Hitler Really Did Only Have One Ball

New evidence shows that an "undescended testicle" was recorded in his medical records.

The playground jibe that Adolf Hitler only had one ball turns out to be true, new evidence suggests.

Medical records discovered by Professor Peter Fleischmann of Erlangen-Nuremberg University show that the dictator had one undescended testicle, according to The Telegraph.

Hitler was thought to have been diagnosed with the common condition, where a boy's testicles do not descend to the scrotum from within their body, by prison doctors in 1923 after he was arrested for an attempt to seize power in the Munich Beer Hall Putsch.

The prison's medical officer, Dr Josef Steiner Brin, noted that "Adolf Hitler, artist, recently writer" had a "right-side cryptorchidism," or undescended testicle, in his medical records, according to Fleischmann.

The findings run contrary to the previous theory that Hitler lost a testicle during the Battle of the Somme in the first world war.

A priest named Franciszek Pawlar, who claimed to have saved Hitler's life following the battle, said in the 1960s, in documents unearthed by The Sun in 2008, that the future führer had suffered shrapnel damage to his testicle.

In 1943, however, American interrogators were told by Hitler's childhood doctors that his genitals were "completely normal", according to The Guardian.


YOUR OBJECTIVE: Bring together all lines of the material below that contain the string "elements".

DATA SHOWN:
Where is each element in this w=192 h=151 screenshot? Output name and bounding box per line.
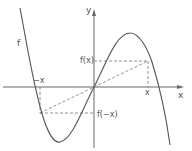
- y-axis-label: y: [86, 6, 91, 15]
- y-axis-arrow-icon: [92, 9, 96, 16]
- x-axis-label: x: [178, 91, 183, 100]
- x-tick-label: x: [145, 89, 150, 97]
- graph-canvas: [0, 0, 192, 151]
- neg-x-tick-label: −x: [33, 77, 44, 85]
- x-axis-arrow-icon: [177, 85, 184, 89]
- odd-function-diagram: f y x x −x f(x) f(−x): [0, 0, 192, 151]
- fx-label: f(x): [80, 57, 94, 65]
- f-neg-x-label: f(−x): [97, 111, 118, 119]
- function-label: f: [17, 39, 20, 48]
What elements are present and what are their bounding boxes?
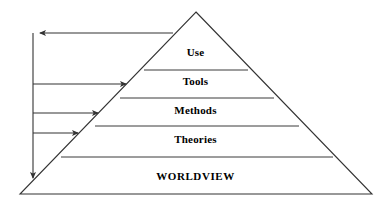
pyramid-level-worldview: WORLDVIEW (0, 171, 391, 182)
pyramid-level-theories: Theories (0, 134, 391, 145)
pyramid-level-methods: Methods (0, 105, 391, 116)
pyramid-diagram: Use Tools Methods Theories WORLDVIEW (0, 0, 391, 203)
pyramid-level-use: Use (0, 47, 391, 58)
pyramid-outline (20, 12, 372, 194)
pyramid-level-tools: Tools (0, 76, 391, 87)
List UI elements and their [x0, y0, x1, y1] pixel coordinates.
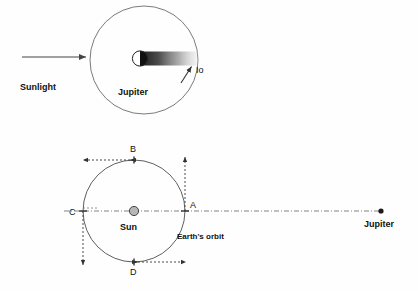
- sunlight-label: Sunlight: [20, 82, 56, 92]
- jupiter-label-bottom: Jupiter: [364, 219, 395, 229]
- figure-background: [0, 0, 418, 291]
- sun-label: Sun: [120, 222, 137, 232]
- orbit-point-label-c: C: [69, 207, 76, 217]
- jupiter-label-top: Jupiter: [118, 87, 149, 97]
- jupiter-shadow-cone: [140, 52, 202, 66]
- orbit-point-label-b: B: [130, 144, 136, 154]
- roemer-light-speed-figure: Sunlight Jupiter Io A B C D: [0, 0, 418, 291]
- earth-orbit-label: Earth's orbit: [177, 232, 224, 241]
- orbit-point-label-a: A: [190, 200, 196, 210]
- orbit-point-label-d: D: [130, 267, 137, 277]
- sun-body: [129, 206, 138, 215]
- jupiter-dot: [378, 208, 383, 213]
- io-label: Io: [196, 65, 204, 75]
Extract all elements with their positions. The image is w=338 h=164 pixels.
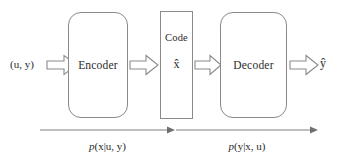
- encoder-to-code-block-arrow-icon: [129, 54, 159, 76]
- code-node: Code x̂: [160, 11, 193, 119]
- output-block-arrow-icon: [289, 54, 319, 76]
- output-label: ŷ: [320, 56, 326, 71]
- code-to-decoder-block-arrow-icon: [194, 54, 222, 76]
- code-node-title: Code: [165, 32, 188, 44]
- encode-flow-arrow-icon: [40, 124, 175, 136]
- decoder-node: Decoder: [220, 12, 287, 118]
- input-label: (u, y): [10, 58, 34, 70]
- decode-flow-label-expr: (y|x, u): [234, 140, 266, 152]
- diagram-canvas: (u, y) Encoder Code x̂ Decoder ŷ: [0, 0, 338, 164]
- encode-flow-label-expr: (x|u, y): [94, 140, 126, 152]
- decode-flow-label: p(y|x, u): [176, 140, 318, 152]
- encode-flow-label: p(x|u, y): [40, 140, 175, 152]
- encoder-node: Encoder: [68, 12, 128, 118]
- decode-flow-arrow-icon: [176, 124, 318, 136]
- code-node-symbol: x̂: [173, 58, 179, 71]
- encoder-node-label: Encoder: [78, 59, 118, 72]
- decoder-node-label: Decoder: [233, 59, 273, 72]
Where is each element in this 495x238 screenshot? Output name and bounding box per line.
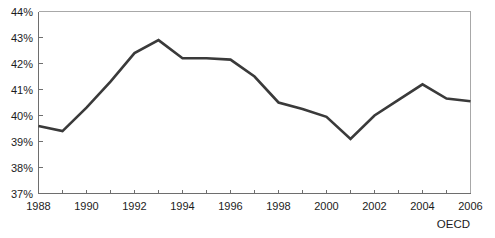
data-series-line — [39, 40, 471, 139]
y-axis-tick-label: 40% — [11, 110, 33, 122]
x-axis-tick-label: 1998 — [266, 200, 290, 212]
x-axis-tick-label: 1990 — [74, 200, 98, 212]
y-axis-tick-label: 43% — [11, 32, 33, 44]
y-axis-tick-labels: 44%43%42%41%40%39%38%37% — [11, 6, 33, 200]
x-axis-tick-label: 2000 — [314, 200, 338, 212]
x-axis-tick-label: 2002 — [362, 200, 386, 212]
y-axis-tick-marks — [39, 12, 43, 194]
y-axis-tick-label: 38% — [11, 162, 33, 174]
source-label: OECD — [437, 218, 470, 230]
x-axis-tick-marks — [39, 190, 471, 194]
x-axis-tick-label: 2006 — [458, 200, 482, 212]
y-axis-tick-label: 37% — [11, 188, 33, 200]
y-axis-tick-label: 42% — [11, 58, 33, 70]
x-axis-tick-label: 1996 — [218, 200, 242, 212]
y-axis-tick-label: 39% — [11, 136, 33, 148]
x-axis-tick-label: 1992 — [122, 200, 146, 212]
line-chart: 44%43%42%41%40%39%38%37% 198819901992199… — [0, 0, 495, 238]
x-axis-tick-label: 1988 — [26, 200, 50, 212]
x-axis-tick-labels: 1988199019921994199619982000200220042006 — [26, 200, 482, 212]
x-axis-tick-label: 1994 — [170, 200, 194, 212]
x-axis-tick-label: 2004 — [410, 200, 434, 212]
y-axis-tick-label: 41% — [11, 84, 33, 96]
chart-page: 44%43%42%41%40%39%38%37% 198819901992199… — [0, 0, 495, 238]
y-axis-tick-label: 44% — [11, 6, 33, 18]
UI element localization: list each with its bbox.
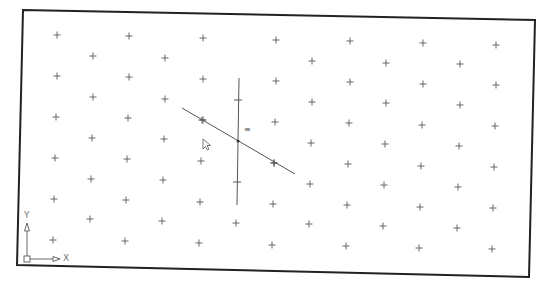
grid-point-marker <box>160 177 167 184</box>
grid-point-marker <box>420 40 427 47</box>
grid-point-marker <box>308 140 315 147</box>
ucs-icon <box>24 223 60 262</box>
grid-point-marker <box>50 237 57 244</box>
grid-point-marker <box>200 35 207 42</box>
parallel-marker: ≡ <box>244 125 251 134</box>
grid-point-marker <box>198 158 205 165</box>
grid-point-marker <box>272 119 279 126</box>
grid-point-marker <box>455 184 462 191</box>
drawing-canvas[interactable] <box>0 0 547 290</box>
grid-point-marker <box>381 182 388 189</box>
grid-point-marker <box>345 161 352 168</box>
grid-point-marker <box>309 58 316 65</box>
grid-point-marker <box>197 199 204 206</box>
grid-point-marker <box>457 102 464 109</box>
grid-point-marker <box>233 220 240 227</box>
grid-point-marker <box>122 238 129 245</box>
grid-point-marker <box>456 143 463 150</box>
grid-point-marker <box>88 176 95 183</box>
grid-point-marker <box>273 37 280 44</box>
grid-point-marker <box>125 115 132 122</box>
tick-mark <box>200 117 207 124</box>
grid-point-marker <box>126 33 133 40</box>
ucs-x-label: X <box>63 253 69 263</box>
grid-point-marker <box>491 164 498 171</box>
grid-point-marker <box>54 73 61 80</box>
grid-point-marker <box>383 100 390 107</box>
grid-point-marker <box>490 205 497 212</box>
grid-point-marker <box>492 123 499 130</box>
grid-point-marker <box>382 141 389 148</box>
ucs-y-arrow-icon <box>25 223 30 231</box>
grid-point-marker <box>162 96 169 103</box>
grid-point-marker <box>200 76 207 83</box>
ucs-x-arrow-icon <box>53 257 60 262</box>
grid-point-marker <box>346 120 353 127</box>
grid-point-marker <box>90 94 97 101</box>
grid-point-marker <box>380 223 387 230</box>
grid-point-marker <box>161 136 168 143</box>
grid-point-marker <box>159 218 166 225</box>
grid-point-marker <box>418 163 425 170</box>
grid-point-marker <box>273 78 280 85</box>
grid-point-marker <box>90 53 97 60</box>
grid-point-marker <box>53 114 60 121</box>
grid-point-marker <box>420 81 427 88</box>
ucs-y-label: Y <box>24 210 30 220</box>
grid-point-marker <box>493 42 500 49</box>
grid-point-marker <box>307 181 314 188</box>
grid-point-marker <box>306 221 313 228</box>
grid-point-marker <box>347 38 354 45</box>
grid-point-marker <box>196 240 203 247</box>
grid-point-marker <box>416 245 423 252</box>
grid-point-marker <box>347 79 354 86</box>
grid-point-marker <box>383 60 390 67</box>
construction-lines[interactable] <box>182 78 295 205</box>
grid-point-marker <box>123 197 130 204</box>
grid-point-marker <box>270 201 277 208</box>
grid-point-marker <box>87 216 94 223</box>
grid-point-marker <box>343 243 350 250</box>
viewport-frame <box>17 10 535 277</box>
grid-point-marker <box>493 82 500 89</box>
grid-point-marker <box>417 204 424 211</box>
arrow-cursor-icon <box>203 139 211 150</box>
grid-point-marker <box>54 32 61 39</box>
grid-point-marker <box>344 202 351 209</box>
grid-point-marker <box>89 135 96 142</box>
grid-point-marker <box>162 55 169 62</box>
grid-point-marker <box>489 246 496 253</box>
grid-point-marker <box>51 196 58 203</box>
grid-point-marker <box>457 61 464 68</box>
grid-point-marker <box>309 99 316 106</box>
grid-point-marker <box>124 156 131 163</box>
grid-point-marker <box>454 225 461 232</box>
ucs-origin-box <box>24 256 30 262</box>
grid-point-marker <box>419 122 426 129</box>
grid-point-marker <box>126 74 133 81</box>
intersection-point <box>237 140 240 143</box>
grid-markers <box>50 32 500 253</box>
grid-point-marker <box>269 242 276 249</box>
grid-point-marker <box>52 155 59 162</box>
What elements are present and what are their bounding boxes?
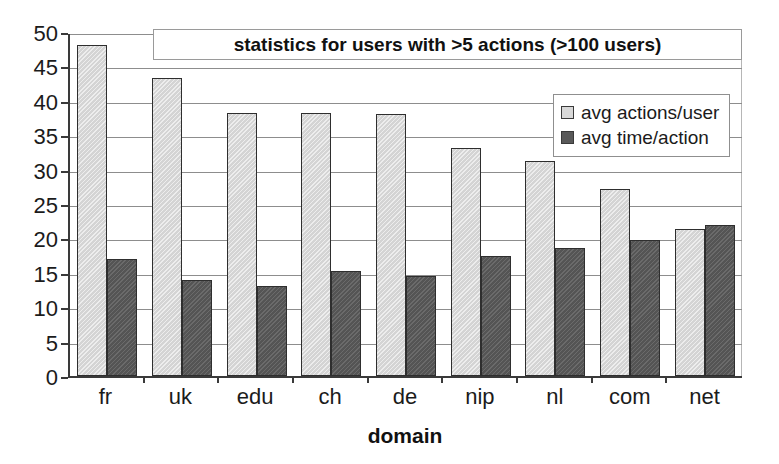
bar-group [593,34,668,376]
y-tick-mark [61,136,68,138]
legend-label: avg actions/user [581,103,719,122]
x-tick-mark [591,376,593,383]
bar-chart-figure: 50454035302520151050 statistics for user… [0,0,779,464]
y-tick-label: 25 [12,195,58,217]
y-tick-label: 20 [12,229,58,251]
bar-ch-time [331,271,361,376]
y-tick-label: 35 [12,126,58,148]
legend-item-time-per-action: avg time/action [561,125,719,150]
legend-swatch-icon [561,131,574,144]
x-tick-label-ch: ch [293,386,368,408]
bar-de-time [406,276,436,376]
bar-ch-actions [301,113,331,377]
bar-group [219,34,294,376]
x-tick-label-nip: nip [442,386,517,408]
y-tick-mark [61,239,68,241]
y-tick-label: 50 [12,23,58,45]
y-tick-mark [61,308,68,310]
bar-uk-time [182,280,212,376]
x-tick-label-com: com [592,386,667,408]
x-axis: frukeduchdenipnlcomnet [68,386,742,408]
plot-area [68,34,742,378]
legend-swatch-icon [561,106,574,119]
bar-group [369,34,444,376]
x-axis-title: domain [68,424,742,448]
x-tick-label-uk: uk [143,386,218,408]
x-tick-label-net: net [667,386,742,408]
x-tick-mark [441,376,443,383]
x-tick-label-nl: nl [517,386,592,408]
x-tick-mark [516,376,518,383]
chart-title: statistics for users with >5 actions (>1… [153,29,742,60]
bar-group [145,34,220,376]
x-tick-mark [143,376,145,383]
bar-nl-time [555,248,585,376]
x-tick-label-de: de [368,386,443,408]
y-tick-label: 15 [12,264,58,286]
y-tick-mark [61,33,68,35]
x-tick-mark [367,376,369,383]
bar-net-time [705,225,735,376]
bar-de-actions [376,114,406,376]
bars-layer [70,34,742,376]
y-tick-mark [61,274,68,276]
bar-edu-time [257,286,287,376]
chart-legend: avg actions/useravg time/action [553,94,730,157]
x-tick-mark [292,376,294,383]
y-tick-mark [61,205,68,207]
x-tick-mark [217,376,219,383]
legend-label: avg time/action [581,128,709,147]
bar-net-actions [675,229,705,376]
y-tick-label: 45 [12,57,58,79]
x-tick-mark [665,376,667,383]
y-tick-mark [61,102,68,104]
bar-group [443,34,518,376]
y-tick-mark [61,67,68,69]
bar-com-actions [600,189,630,376]
legend-item-actions-per-user: avg actions/user [561,100,719,125]
x-tick-label-fr: fr [68,386,143,408]
bar-edu-actions [227,113,257,377]
bar-nip-time [481,256,511,376]
bar-group [294,34,369,376]
bar-fr-time [107,259,137,376]
y-tick-mark [61,171,68,173]
y-tick-label: 10 [12,298,58,320]
y-tick-label: 5 [12,333,58,355]
bar-nl-actions [525,161,555,376]
y-tick-label: 30 [12,161,58,183]
y-tick-label: 40 [12,92,58,114]
bar-fr-actions [77,45,107,376]
bar-nip-actions [451,148,481,376]
bar-uk-actions [152,78,182,376]
x-tick-label-edu: edu [218,386,293,408]
y-axis: 50454035302520151050 [0,34,58,378]
bar-com-time [630,240,660,376]
bar-group [70,34,145,376]
y-tick-mark [61,377,68,379]
y-tick-mark [61,343,68,345]
bar-group [518,34,593,376]
y-tick-label: 0 [12,367,58,389]
bar-group [667,34,742,376]
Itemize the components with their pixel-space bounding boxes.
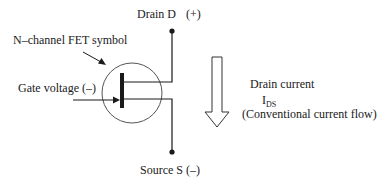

SOLUTION TO THIS EXERCISE:
What elements are present and what are their bounding boxes?
List UI elements and their [x0, y0, x1, y1] pixel coordinates.
Extract all elements with their positions. The image is w=338 h=164 pixels.
What elements are present and what are their bounding boxes?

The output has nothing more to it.